De Kooning, a native New Yorker, had been creating works for much of her life but did not have her first solo exhibition until the early 1950s, at the city’s Stable Gallery, when she was in her mid-30s. Instead, she had focused on criticism, and became an esteemed writer and editor — she was one of the first critics to take note of the likes of Mark Rothko and became an associate editor at Art News in the late 1940s.

This exhibition at Stable Gallery became the first of many, and as her practice grew more distinctive, so did its public appreciation. While many of her post-war New York contemporaries, the renowned action painters that included her husband Willem, Jackson Pollock and Lee Krasner, were making physical, powerful, Abstract Expressionist works, de Kooning took this gestural style and worked it into more figurative series, often veering into portraiture. This combination of the traditional form of posed portraits with the abstraction that was so attached to the zeitgeist is a fascinating blend that gives a great insight to the cultural landscape of the post-war United States. Elaine’s often faceless representations of the male form, which ranged from anonymous basketball players to her famed commissioned images of John F. Kennedy, pervert or subvert the traditional artist-sitter relationship, and make her sitter subject to a female gaze. The basketball players in particular almost appear as a 20th-century retroversion of Edgar Degas’ amorous, voyeuristic images of young female ballet dancers — nameless, faceless, elegant female forms drawn and painted tirelessly by a 19th-century male at the forefront of Impressionism, 100 years earlier, seeming antiquated alongside de Kooning’s expression of female power.

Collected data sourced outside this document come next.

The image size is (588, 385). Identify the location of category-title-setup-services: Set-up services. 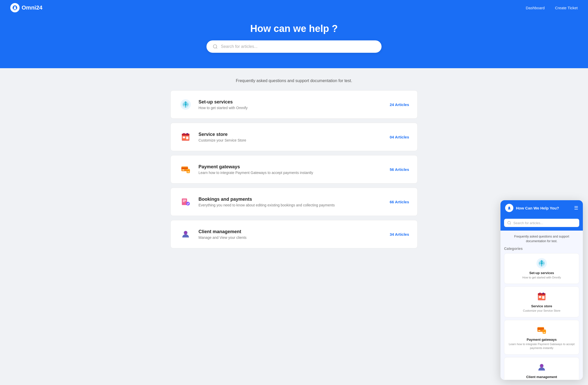
(291, 102).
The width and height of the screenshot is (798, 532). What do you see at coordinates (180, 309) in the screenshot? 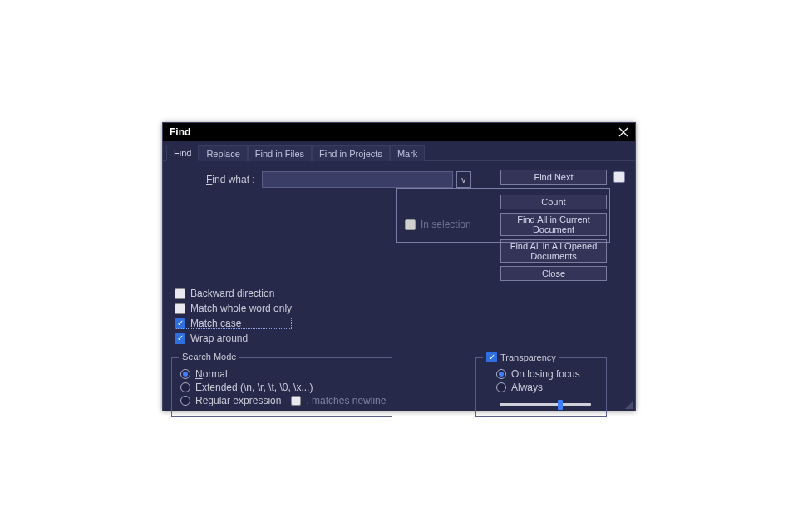
I see `whole-word-checkbox` at bounding box center [180, 309].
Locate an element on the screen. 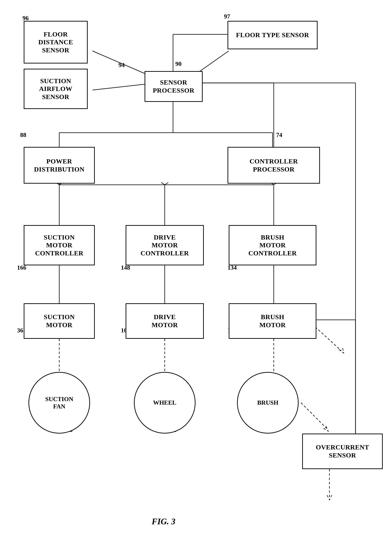  ref-97: 97 is located at coordinates (227, 17).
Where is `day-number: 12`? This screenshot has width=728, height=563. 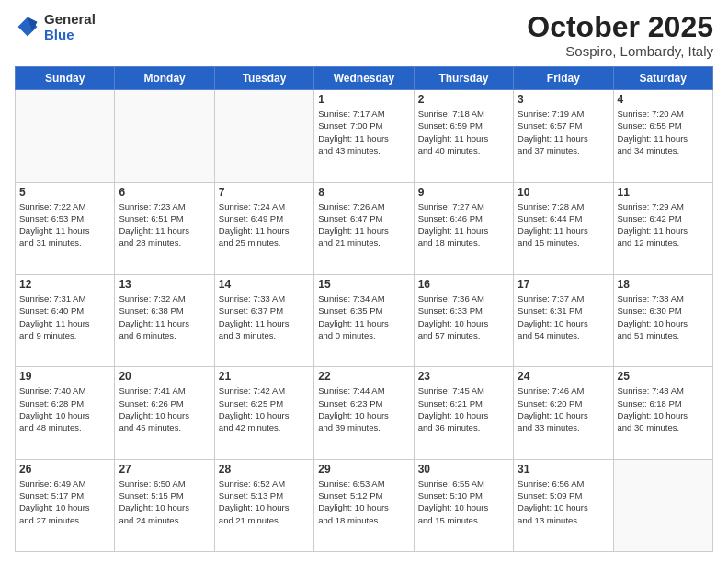 day-number: 12 is located at coordinates (64, 284).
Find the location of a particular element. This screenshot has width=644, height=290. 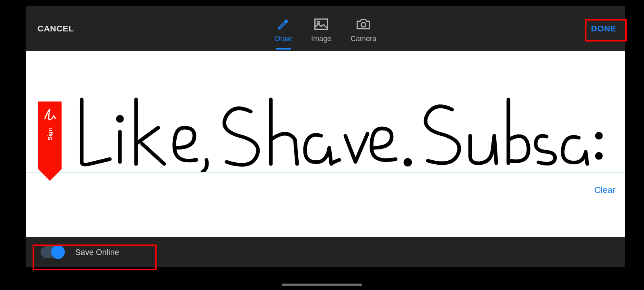

tab-image: Image is located at coordinates (321, 30).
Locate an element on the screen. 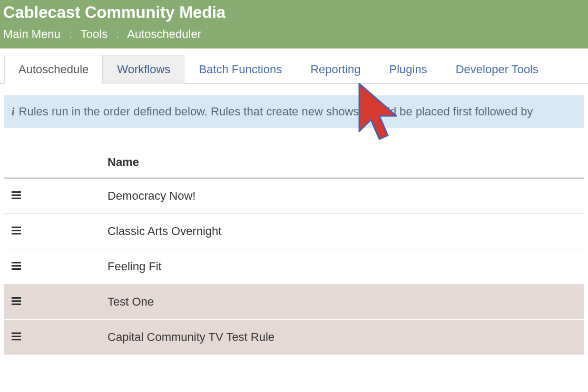  table-row: Capital Community TV Test Rule is located at coordinates (294, 337).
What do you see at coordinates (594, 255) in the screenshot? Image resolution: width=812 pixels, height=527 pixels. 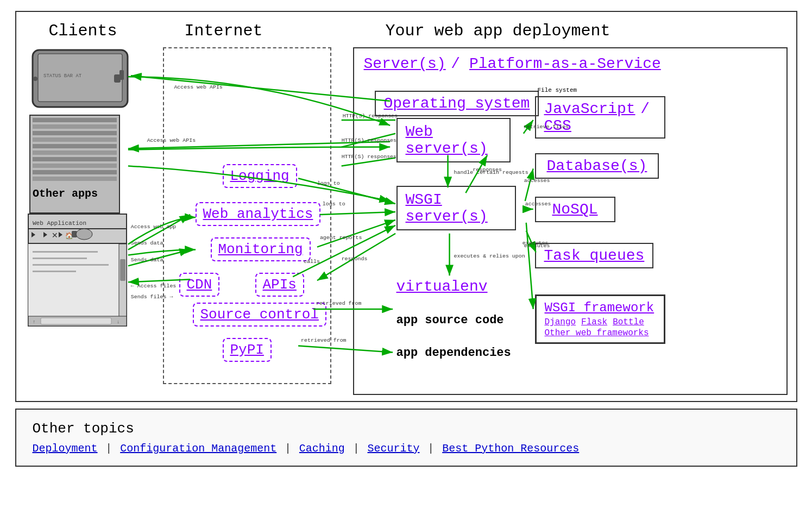 I see `task-queues-link: Task queues` at bounding box center [594, 255].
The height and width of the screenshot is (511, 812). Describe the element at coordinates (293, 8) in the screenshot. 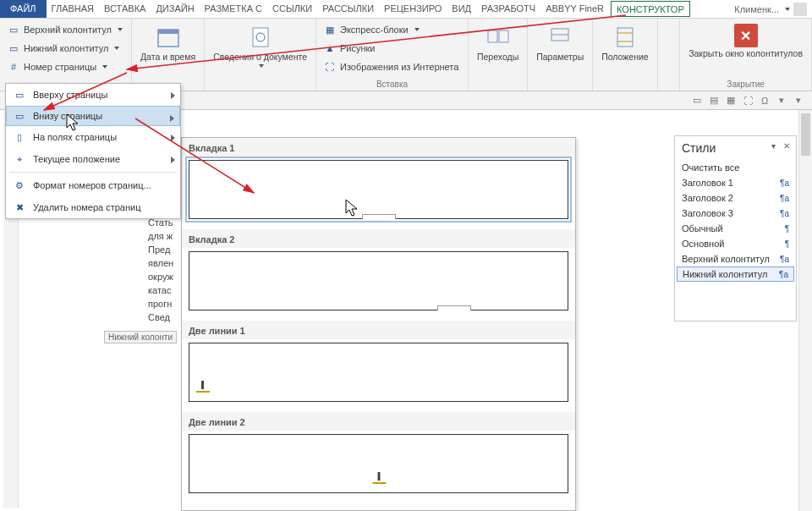

I see `tab-references: ССЫЛКИ` at that location.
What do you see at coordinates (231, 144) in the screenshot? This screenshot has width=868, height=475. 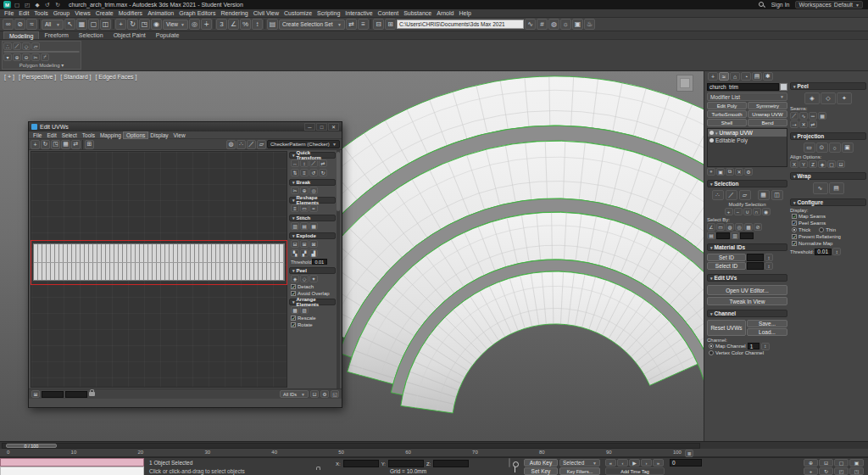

Elaine de Kooning, "Bacchus #81" (1983)

This progressiveness in de Kooning’s work is what is still recognized and appreciated today — the exhibition at the National Portrait Gallery in Washington exclusively highlights her portrait work and has been years in the making, and examples of de Kooning's work are featured in collections across the world, from the Guggenheim to the Georgia Museum of Art. “Bacchus #81,” in the collection and on display at the museum, is a mesmerizing example of many of these features, and its position at the museum is a particularly appropriate choice — de Kooning held a long and interesting history with the University of Georgia. She taught at a variety of esteemed institutions from Yale University to the Parsons New School for Design, before settling for some time as a Dodd Visiting Professor here at UGA. She held a studio on campus during this time in the late 1970s, where her artistic output was particularly fruitful. In fact, de Kooning actually began her Bacchus series in this studio at the university, as seen in production in the picture at the top of this post, following an affecting experience with Jules Dalou’s “Le Triomphe de Silene,” a violent sculpture featuring Bacchus and figures in similar forms to those in the painting, in the Jardin du Luxembourg, Paris.

“Bacchus #81” is one work in the museum’s collection of nearly 10,000 that is particularly at home. A stone’s throw away from where Elaine de Kooning began its series, it acts as a great representation of the museum’s — and de Kooning’s — contributions to the history of American art.